FASCINATING LOOK AT THE LOGAN (WILSON) QUARRY AND IN THE TOWN OF AROMAS – MORE THAN 100 YEARS AGO

Posted by Rose Ann Woolpert on Mar 18, 2015

In February, 1989, Betsy Woolpert sat down with Grace Marshall Totten to hear about her memories of life at the Logan (now Wilson) Quarry. Here in Grace’s own words are some of those fascinating stories of life more than 100 years ago.

―I was born in 1894 in Moscow, Idaho, where my family had a farm. We grew everything there - didn‘t buy anything but coffee and sugar. We had our own dairy cows for milk, butter and cheese, raised and butchered hogs and chickens for meat, kept bees for honey and wax, buried our potatoes underground for the winter, and stored our fruit and other vegetables in a cellar.

My family moved to Aromas in 1905, when I was eleven years old. We arrived just ten months before the big 1906 Earthquake. As far as I recall, no buildings in Aromas were destroyed, but chimneys were knocked down and everything came off the shelves. I went to the Aromas Elementary School for awhile, but in 1907 there was a measles epidemic. My mother was busy caring for all of us, but she got sick too, and the disease settled in her lungs. Although we took her to live in the Southern California desert to help her recover, she died in 1909. In 1910, when I was sixteen years old, I married Harry Totten. He started to work at the Quarry the same year. Harry had learned how to fire up wood steam engines from his father, and drove the first railroad engine at the Quarry, the #1. He spent forty years up there before he retired in 1950.

Around that time, all the men living at the Quarry were Italians. Names like Louie and Antoniano Stephano, Anselmo Antognani, Louie Ramponi and Angelo Rossi. They slept in the Bunkhouse, and the Cookhouse was up above. Then a Recreation Building was built where the men could gather to play cards, and a Bathhouse was put in. Harry used to tell about Jim Ferulli, a plump man who wore strapped overalls. He‘d come home for dinner, grab a chicken, wring its neck and pluck it, wash it off, cook it for dinner and then go back to work.

There were two houses just below the Cookhouse, and down below that another house, where my mother and father-in-law lived. (Anna Totten Wilson was the widow of Robert L. Totten and the mother of Earl, Harry, and John Totten, all Granite Rock Company employees. Henry C. Wilson, her second husband, worked for many years as quarry timekeeper.) In 1915, my husband told A. R. Wilson that I was expecting a baby, and he‘d like to be close to his mother and stepfather because she was going to take care of me. He was building Frank Swearingen a house just then (on the Quarry property), and A. R. asked Frank if we could have it, but he said no. So A.R. dropped everything and went over and built us a house so we could move in and be close to Harry‘s mother. Then he went back and finished Frank‘s house.

Grace raised her family in that house at the Quarry. ―It could get kind of lonely up there, so I used to take the kids after they‘d had their naps and we‘d walk up to the top of the hill, sit there and watch the men work. The grocery store in town used to deliver what we needed up to our house by horse and buggy. Sometimes we could get ham, or coffee and bacon, which were delivered by train, at the Quarry Storehouse. The first building next to the Cookhouse was A.R‘s office. He had a couch there where he could rest, and a telephone. Since we had no telephones, we used to go up there to borrow his. At the other end of the building was where we‘d go to pick up our staples and the men could get their work clothes. If we wanted to go in to Watsonville, we‘d take the 11 o‘clock train, and then catch the train back at 4 o‘clock from the Watsonville Station.

In 1918, Grace and Harry bought their first automobile. They and other Company families would go together to Monterey, sometimes taking along a tent which they would pitch on the beach and camp overnight. ―One year, ten of us went together, Grace remembered, ―and all of us worked for the Company. Frank and Mazie Swearingen were just newly married. Mack and Mabel Laurence slept on the ground outside the tent. Those were good times.

After World War II, increasing truck traffic in and out of the Quarry became a danger to the children who lived there, and the Quarry houses were moved into Aromas. They remain there today, remnants of a bygone era at Logan Quarry.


Please keep the images out and set down the data exactly as given.
-------- DATA SHOWN
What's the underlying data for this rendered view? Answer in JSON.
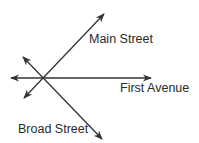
{
  "diagram": {
    "type": "intersecting-lines",
    "stroke_color": "#333333",
    "text_color": "#2a2a2a",
    "intersection": {
      "x": 42,
      "y": 78
    },
    "streets": [
      {
        "name": "Main Street",
        "from": {
          "x": 24,
          "y": 98
        },
        "to": {
          "x": 104,
          "y": 14
        },
        "arrows": "both",
        "label_pos": {
          "x": 89,
          "y": 43
        }
      },
      {
        "name": "First Avenue",
        "from": {
          "x": 11,
          "y": 78
        },
        "to": {
          "x": 151,
          "y": 78
        },
        "arrows": "both",
        "label_pos": {
          "x": 120,
          "y": 92
        }
      },
      {
        "name": "Broad Street",
        "from": {
          "x": 23,
          "y": 57
        },
        "to": {
          "x": 102,
          "y": 139
        },
        "arrows": "both",
        "label_pos": {
          "x": 18,
          "y": 133
        }
      }
    ]
  },
  "labels": {
    "main_street": "Main Street",
    "first_avenue": "First Avenue",
    "broad_street": "Broad Street"
  }
}
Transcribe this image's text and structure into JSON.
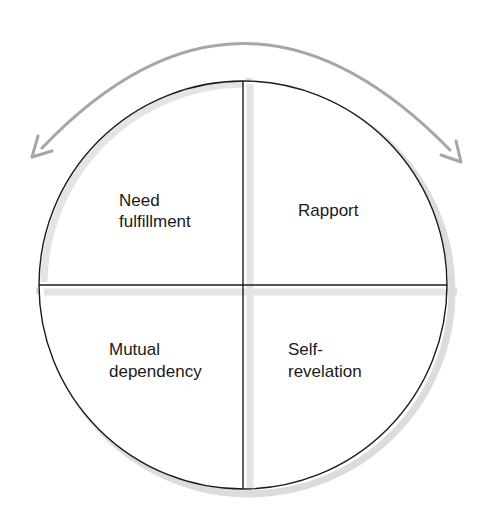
{
  "diagram": {
    "type": "wheel",
    "quadrants": [
      {
        "position": "top-left",
        "lines": [
          "Need",
          "fulfillment"
        ]
      },
      {
        "position": "top-right",
        "lines": [
          "Rapport"
        ]
      },
      {
        "position": "bottom-left",
        "lines": [
          "Mutual",
          "dependency"
        ]
      },
      {
        "position": "bottom-right",
        "lines": [
          "Self-",
          "revelation"
        ]
      }
    ],
    "cycle_arrow": {
      "direction": "bidirectional",
      "icon": "curved-double-arrow-icon"
    },
    "colors": {
      "outline": "#1a1a1a",
      "shadow": "#d9d9d9",
      "arrow": "#a6a6a6",
      "text": "#1a1a1a"
    }
  }
}
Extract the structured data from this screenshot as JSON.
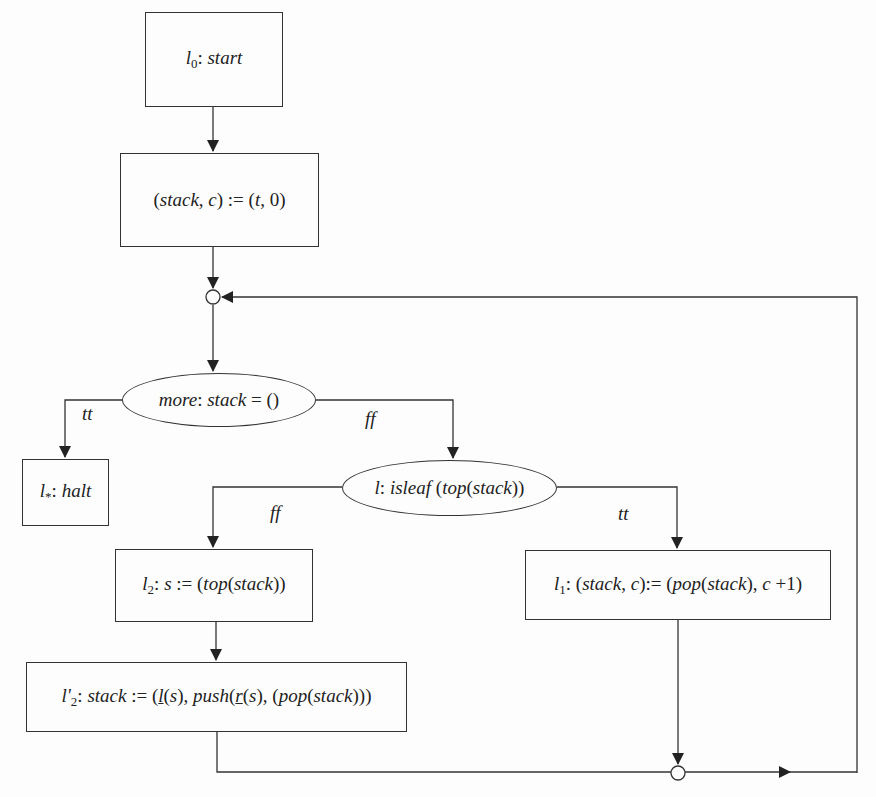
{
  "diagram": {
    "type": "flowchart",
    "nodes": {
      "start": {
        "label_prefix": "l",
        "label_sub": "0",
        "text": "start"
      },
      "init": {
        "lhs": "stack",
        "c": "c",
        "assign": ":=",
        "rhs_t": "t",
        "rhs_zero": "0"
      },
      "test_more": {
        "name": "more",
        "expr": "stack",
        "eq": "= ()"
      },
      "halt": {
        "label_prefix": "l",
        "label_sub": "*",
        "text": "halt"
      },
      "test_isleaf": {
        "name": "l",
        "fn": "isleaf",
        "arg_fn": "top",
        "arg": "stack"
      },
      "l2": {
        "label_prefix": "l",
        "label_sub": "2",
        "var": "s",
        "assign": ":=",
        "fn": "top",
        "arg": "stack"
      },
      "l1": {
        "label_prefix": "l",
        "label_sub": "1",
        "lhs": "stack",
        "c": "c",
        "assign": ":=",
        "fn": "pop",
        "arg": "stack",
        "inc": "c",
        "plus": "+1"
      },
      "l2prime": {
        "label_prefix": "l'",
        "label_sub": "2",
        "lhs": "stack",
        "assign": ":=",
        "l_fn": "l",
        "s": "s",
        "push": "push",
        "r_fn": "r",
        "pop": "pop",
        "arg": "stack"
      }
    },
    "edge_labels": {
      "more_tt": "tt",
      "more_ff": "ff",
      "isleaf_ff": "ff",
      "isleaf_tt": "tt"
    },
    "colors": {
      "line": "#333333",
      "background": "#fdfdfd"
    }
  }
}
----------------
* RESPONSE AREA:
What's the underlying data for this rendered view? Answer in JSON.
{
  "diagram": {
    "type": "intersecting-lines",
    "stroke_color": "#333333",
    "text_color": "#2a2a2a",
    "intersection": {
      "x": 42,
      "y": 78
    },
    "streets": [
      {
        "name": "Main Street",
        "from": {
          "x": 24,
          "y": 98
        },
        "to": {
          "x": 104,
          "y": 14
        },
        "arrows": "both",
        "label_pos": {
          "x": 89,
          "y": 43
        }
      },
      {
        "name": "First Avenue",
        "from": {
          "x": 11,
          "y": 78
        },
        "to": {
          "x": 151,
          "y": 78
        },
        "arrows": "both",
        "label_pos": {
          "x": 120,
          "y": 92
        }
      },
      {
        "name": "Broad Street",
        "from": {
          "x": 23,
          "y": 57
        },
        "to": {
          "x": 102,
          "y": 139
        },
        "arrows": "both",
        "label_pos": {
          "x": 18,
          "y": 133
        }
      }
    ]
  },
  "labels": {
    "main_street": "Main Street",
    "first_avenue": "First Avenue",
    "broad_street": "Broad Street"
  }
}
Transcribe this image's text and structure into JSON.
{
  "diagram": {
    "type": "wheel",
    "quadrants": [
      {
        "position": "top-left",
        "lines": [
          "Need",
          "fulfillment"
        ]
      },
      {
        "position": "top-right",
        "lines": [
          "Rapport"
        ]
      },
      {
        "position": "bottom-left",
        "lines": [
          "Mutual",
          "dependency"
        ]
      },
      {
        "position": "bottom-right",
        "lines": [
          "Self-",
          "revelation"
        ]
      }
    ],
    "cycle_arrow": {
      "direction": "bidirectional",
      "icon": "curved-double-arrow-icon"
    },
    "colors": {
      "outline": "#1a1a1a",
      "shadow": "#d9d9d9",
      "arrow": "#a6a6a6",
      "text": "#1a1a1a"
    }
  }
}
Extract the structured data from this screenshot as JSON.
{
  "diagram": {
    "type": "flowchart",
    "nodes": {
      "start": {
        "label_prefix": "l",
        "label_sub": "0",
        "text": "start"
      },
      "init": {
        "lhs": "stack",
        "c": "c",
        "assign": ":=",
        "rhs_t": "t",
        "rhs_zero": "0"
      },
      "test_more": {
        "name": "more",
        "expr": "stack",
        "eq": "= ()"
      },
      "halt": {
        "label_prefix": "l",
        "label_sub": "*",
        "text": "halt"
      },
      "test_isleaf": {
        "name": "l",
        "fn": "isleaf",
        "arg_fn": "top",
        "arg": "stack"
      },
      "l2": {
        "label_prefix": "l",
        "label_sub": "2",
        "var": "s",
        "assign": ":=",
        "fn": "top",
        "arg": "stack"
      },
      "l1": {
        "label_prefix": "l",
        "label_sub": "1",
        "lhs": "stack",
        "c": "c",
        "assign": ":=",
        "fn": "pop",
        "arg": "stack",
        "inc": "c",
        "plus": "+1"
      },
      "l2prime": {
        "label_prefix": "l'",
        "label_sub": "2",
        "lhs": "stack",
        "assign": ":=",
        "l_fn": "l",
        "s": "s",
        "push": "push",
        "r_fn": "r",
        "pop": "pop",
        "arg": "stack"
      }
    },
    "edge_labels": {
      "more_tt": "tt",
      "more_ff": "ff",
      "isleaf_ff": "ff",
      "isleaf_tt": "tt"
    },
    "colors": {
      "line": "#333333",
      "background": "#fdfdfd"
    }
  }
}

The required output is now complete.